Alfred Russel Wallace independently proposed the theory of evolution by natural selection and published jointly with Darwin in 1858; he is best known for his work on warning colouration in animals and his theory of speciation. Other theories, including that of Jean-Baptiste Lamarck (based on the idea that changes acquired during an organism's lifetime can be inherited), are mostly rejected today.
(Biology only) Mendel carried out breeding experiments on plants in the mid-1800s and concluded that the inheritance of each characteristic is determined by separately inherited 'units'. We now call these genes. The importance of his work was not recognised until after his death, once chromosomes and then DNA were discovered.
Fossils (remains of organisms from millions of years ago, found in rocks) form by gradual replacement of hard parts by minerals, as casts or impressions, or as preserved parts where decay did not happen. The fossil record is incomplete because early soft-bodied organisms left few traces and many fossils have been destroyed by geological activity. Extinction happens when there are no individuals of a species still alive; causes include new predators, new diseases, new competitors, catastrophic events and changes to the environment. Antibiotic-resistant bacteria such as MRSA evolve rapidly because bacteria mutate and reproduce quickly; resistant bacteria survive and pass on resistance. To reduce resistance: doctors should not over-prescribe antibiotics, patients should complete their course, and the agricultural use of antibiotics should be restricted. (Higher: speciation by isolation of two populations leading to different selection pressures.)
Selective breeding (artificial selection) is choosing parents with desired characteristics and breeding them together over many generations to develop a desired feature, e.g. disease resistance in crops, gentle nature in animals, high yield or large flowers. A risk is reduced variation, which can lead to inbreeding where harmful recessive alleles and disease are more likely.
Genetic engineering modifies the genome of an organism by introducing a gene from another organism to give a desired characteristic, e.g. bacteria producing human insulin, or genetically modified (GM) crops resistant to disease or insects, or with bigger yields. (Higher: enzymes cut out the required gene, which is inserted into a vector, usually a bacterial plasmid or virus, then transferred to the target cells at an early stage so all cells develop with the new gene.) There are benefits and concerns about GM crops, including effects on wild flowers, insects and human health.
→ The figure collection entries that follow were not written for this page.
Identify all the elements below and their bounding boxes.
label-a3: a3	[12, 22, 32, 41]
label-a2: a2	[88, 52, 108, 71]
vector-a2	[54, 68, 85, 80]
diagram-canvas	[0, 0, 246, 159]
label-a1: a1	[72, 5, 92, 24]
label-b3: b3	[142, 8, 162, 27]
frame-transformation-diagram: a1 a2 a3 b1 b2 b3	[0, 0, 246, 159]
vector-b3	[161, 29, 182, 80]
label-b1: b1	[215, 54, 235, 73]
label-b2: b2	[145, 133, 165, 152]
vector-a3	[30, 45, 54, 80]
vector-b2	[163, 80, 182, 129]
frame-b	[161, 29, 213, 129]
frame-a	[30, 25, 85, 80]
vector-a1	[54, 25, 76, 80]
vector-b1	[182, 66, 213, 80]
(Biology only) Cloning methods include: tissue culture, using small groups of plant cells to grow identical plants; cuttings, an older method for identical plants; embryo transplants, splitting an embryo's cells before they specialise and transplanting them into host mothers; and adult cell cloning, where the nucleus of an adult body cell replaces the removed nucleus of an egg cell, which is stimulated to divide and the embryo implanted into a host.
Traditionally living things have been classified into groups depending on their structure and characteristics, in a system developed by Carl Linnaeus. He grouped organisms into kingdom, phylum, class, order, family, genus and species. Organisms are named by the binomial system of genus and species, e.g. Homo sapiens.
As microscopes and biochemical understanding improved, classification changed. Due to evidence from chemical analysis, Carl Woese proposed the three-domain system: Archaea (primitive bacteria, often in extreme places), Bacteria (true bacteria), and Eukaryota (protists, fungi, plants and animals). Evolutionary trees are models that use current classification data for living organisms and fossil data for extinct organisms to show how scientists believe organisms are related.
Practise exam-style questions on this topic.